After each benchmark, my students set goals and determine actions they will take to strive towards accomplishing them. Together, we set class goals and decide how we will add to or adapt curriculum to help us meet them. Throughout the school year, we refer to our goals and measure progress.
5. Review Sessions and Games
Conducting review sessions the week before testing helps students to feel
confident and prepared for their test. Momentum and excitement builds when review sessions are packed with kids with the same goals (to learn) and students have smiles on their faces because we are playing games and growing together.
I conduct three review sessions the week before the New York State ELA exam. I make sure to create a buzz around review sessions, to make review session content apply beyond our test, and to make sessions as active and hands-on as possible.
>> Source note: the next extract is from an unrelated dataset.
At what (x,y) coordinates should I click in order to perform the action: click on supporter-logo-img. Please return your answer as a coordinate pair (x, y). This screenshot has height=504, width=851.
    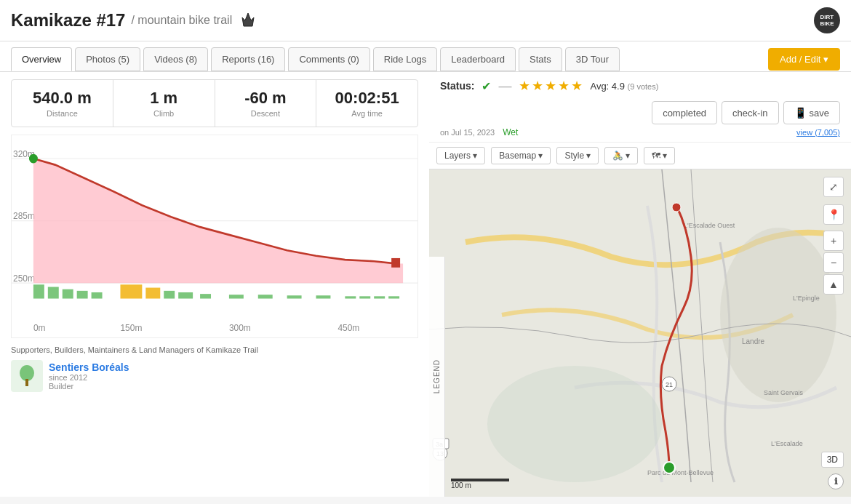
    Looking at the image, I should click on (27, 376).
To motivate students to attend after school review sessions, my colleagues and I often offer incentives: increased confidence and performance is the obvious, but we also give out A LOT of candy. The idea is to relax, have fun, learn, and build positive associations with the whole testing experience. For students who do not get as excited about their own personal growth, they do get excited about games and candy prizes!
Often, I team up with other junior high teachers and create group incentives if students attend a certain number of review sessions or if our 7th grade has better attendance than the 8th grade. Kids love competition. The buzz created by incentives starts out as external motivation, but quickly the students build skills, confidence, and motivation.
Testing can be a stressful time, or it can be a time to strengthen our goals, our learning, and our relationships with the students we care so much about. Focusing on learning beyond a single test, developing a growth mindset, involving students in meaningful benchmarking and data analysis, and building excitement with review sessions and games can help turn test anxiety into test excitement.
If you have tried and tested methods of preparing students for standardized testing and building excitement, please share in the comments section below.